Great Loop Helpful Links
This is the outside-resource page for people who want more than route lines and checklists. Use it when you want judgment, lived experience, harbor gossip, timing nuance, and the kind of perspective that usually comes from listening to people who have actually done the trip.
Start here, depending on what kind of help you need
I need the official baseline
Start with AGLCA for formal community resources, events, education, and Looper-specific infrastructure.
I need route judgment
Open What Yacht To Do when you want more opinionated route thinking and practical cruising tradeoff context.
I need stop-by-stop reality
Use Waterway Guide and ActiveCaptain when you care about marinas, anchorages, reviews, and recent conditions chatter.
How to use this links page without getting lost
Start with the practical site pages for route structure, boat filtering, and harbor sequence. Then use outside resources to answer the fuzzier questions: what a stretch really felt like, whether a stop was worth the detour, how people handled weather patience, or what changed once they were actually living aboard.
If you want the grounded sequence first, open Gold Loop Route, Platinum Loop Route, and the Route Planner before disappearing into YouTube for three hours.
Featured planning reads on this site
How to plan a Great Loop season without rushing
Best when the real problem is pace, weather windows, fatigue, and the temptation to over-plan a romantic version of the trip.
Best Great Loop boats for couples vs guests
Best when you are boat shopping and need a reality check on layout, privacy, and daily workload instead of just spec-sheet excitement.

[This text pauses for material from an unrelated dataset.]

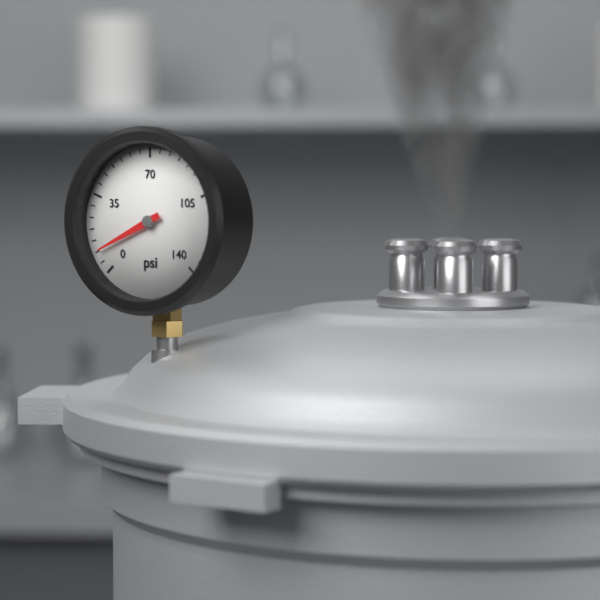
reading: 10 psi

Great Loop Chesapeake stopovers worth planning around
Best when you want to understand why some stops work better for service, staging, weather holds, or crew reset.
Locks for first-timers
Best when a crew is route-capable but still nervous about the mechanics of lock days.
Bridge clearance strategy
Best when air draft and low-bridge uncertainty are driving route stress.
Weather-window decision guide
Best when impatience is becoming more dangerous than the actual route.
Best outside resources by job
- Need association-level structure and Looper community support? Start with AGLCA.
- Need grounded route commentary from people thinking deeply about the trip? Try What Yacht To Do.
- Need current marina or anchorage intel? Check Waterway Guide and ActiveCaptain.
- Need emotional realism, day-to-day lifestyle, and morale checks? Watch Looper vlogs and YouTube channels, especially when deciding whether the trip rhythm suits your crew.
- Need passive learning while driving or working? Use AGLCA Podcast / Great Loop Radio.
Best on-site reads by job
First mechanical confidence
Start with locks, bridge clearance, and weather windows if the route feels intimidating in motion.
Budget reality
Use cost, boats by budget, and marina-vs-anchoring to build a more honest financial picture.
Route-building judgment
Use route strategy, seasonal timing, and start-point guidance when the trip still feels abstract.
Looper YouTube picks
YouTube is most useful for two things: seeing how the lifestyle actually feels and noticing what people complain about after the honeymoon phase wears off.
- Scho and Jo — good for following a recognizable Great Loop journey and seeing practical day-to-day decisions.
- Boomshiners — useful when you want another lived-experience lens instead of a single crew’s preferences.
- Looper channels (search) — best when you want breadth and newer voices.
- Great Loop vlogs — good for mood, cadence, and reality-checking expectations.
- Trawler Great Loop series — helpful if your search is really about boat type as much as route.
Podcasts and audio learning
- AGLCA Podcast / Great Loop Radio — the cleanest starting point if you want structured Looper interviews and recurring practical topics.
- AGLCA Great Loop Radio (YouTube search) — useful if you prefer YouTube as the listening surface.
Resource judgment: what each one is actually good at
- AGLCA: strongest for official community structure, events, education, and Looper-specific support.
- What Yacht To Do: strongest for practical interpretation, route thinking, and more human judgment around decisions.
- Waterway Guide: strongest for stop planning, marina/anchorage context, and useful cruising references.
- ActiveCaptain: strongest for review-style field notes and recent user commentary, but best used with healthy skepticism.
- YouTube/vlogs: strongest for lifestyle realism, morale, workflow, and boat-life texture — weaker for exact technical routing.
A simple rule for not getting misled
Use no single source as gospel. The best planning usually comes from combining three layers: official/community structure, practical route tools, and lived-experience reports. If all three point the same direction, confidence goes up. If they disagree, that is usually a sign to slow down and verify.
Note
Some links above are smart searches so you can quickly find the latest channel pages, episodes, and creator updates even if names or URLs drift over time.